Republic, Lost_ How Money Corrupts Congress--And a Plan to Stop It - Lawrence Lessig [99]
The populist view is wrong. What we know from economics, and from experience with governments across the world, is that if you underpay government officials relative to their talents or their peers, they will find ways to supplement their income. Those supplements are not cost-free, even if they cost the Treasury nothing. They sometimes involve outright bribes. (Norman Ornstein explains the “inexplicable petty corruption of powerhouses like Dan Rostenkowski and Ted Stevens… by their belief that they were making such immense sacrifices to stay in public service.”)4 But in America, at least with members of Congress and senior members of the administration, that sort of bribery is not the problem. The real danger is that policy gets bent, through the unavoidable influence spread by those who need the favor of government. If, as Congressman Jim Cooper told me, “Capitol Hill has become a farm league for K Street,” then no one should doubt that players on a farm league do everything they can to get to the majors.
Yet the purpose of this chapter is not to argue that we should increase the salaries of government officials. We should. But so, too, should people stop smoking and stop “breakfasting” at Dunkin’ Donuts. There’s a limit to what’s possible. I recognize that limit here. I’m not going to fell trees on the fool’s errand of trying to persuade you to rally with me to increase Barney Frank’s pay.
Instead, the point of this chapter is to underline why the fact that we underpay government officials will make it much harder to change how Congress now works. The very mechanisms that we have evolved to compensate for our undercompensated government workers make change through ordinary political means enormously difficult, and, just maybe, impossible.5
The Ways We Pay Congress
Some in Congress don’t give a squat about how much they’re paid. Some don’t care because they’re millionaires. (Indeed, 44 percent of members of Congress are millionaires, compared with 1 percent of the American public.)6 Some of them spent millions to get to Congress in the first place. To them, government service is a luxury good. They are proud to serve. They’d be proud to serve even if the salary were zero (or negative—which it is for most who self-fund their campaigns).
Others don’t care about how much they’re paid because they’re married to wealthy spouses. That spousal income is sometimes completely benign. (Senator Ron Wyden’s [D-Ore.; 1981–] wife owns the Strand bookstore in New York City. There are not many policies that get bent by the influence of used-book store owners.) Sometimes it is much less benign. (When Indiana senator Evan Bayh [D-Ind.; 1999–2011] was elected to the U.S. Senate, his thirty-eight-year-old wife, a junior law professor at Butler University and a mid-level attorney at Eli Lilly, got appointed to the board of the insurance company that would become WellPoint. No doubt Susan Bayh is a talented soul.
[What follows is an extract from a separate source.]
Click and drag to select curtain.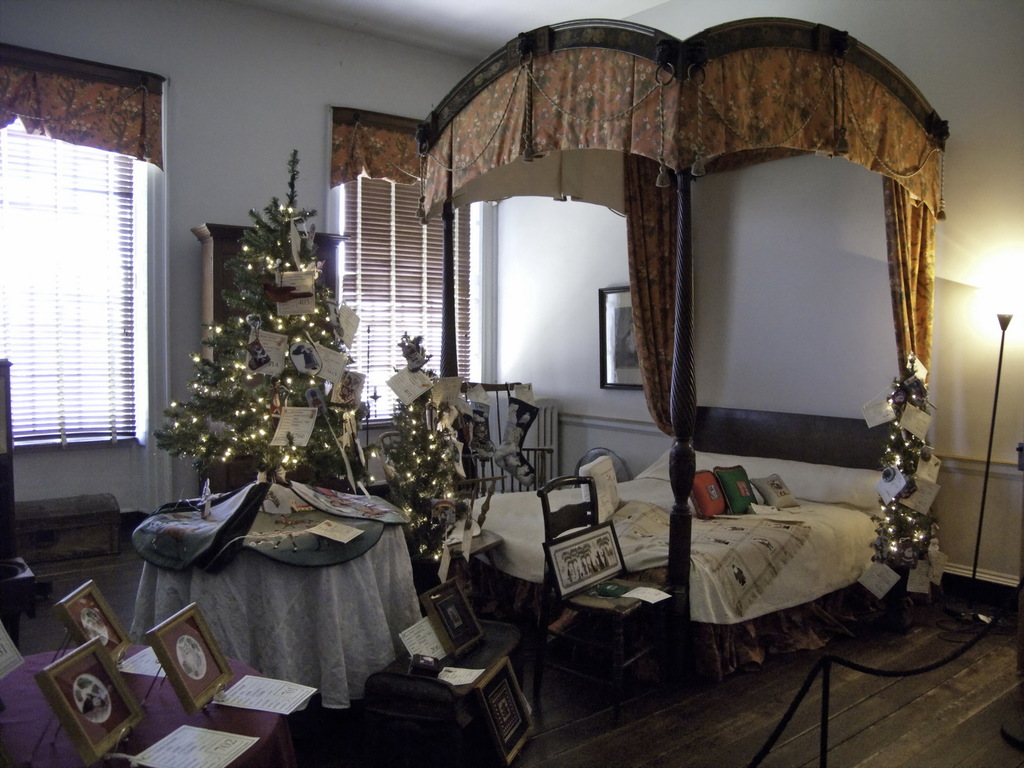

But as the website TheStreet commented when the appointment was made, “Her work background at the time she was appointed… would have been surprising, given that she had no insurance experience and was relatively young and inexperienced to serve as a director on a multibillion-dollar board.”7 One can’t help but wonder whether that appointment would have been made but for the marriage, or whether the policies of the senator weren’t affected by the affiliations of the spouse.8) But in most cases, these members with wealthy spouses are not likely looking for ways to make things easier financially for themselves.
Finally, some members don’t care about the size of their salaries because they come from inexpensive districts, and don’t have kids, and do okay on the salary Congress provides. They share an apartment in D.C. with a colleague. They come home as frequently as they can. They find JCPenney to be an especially talented fashion designer.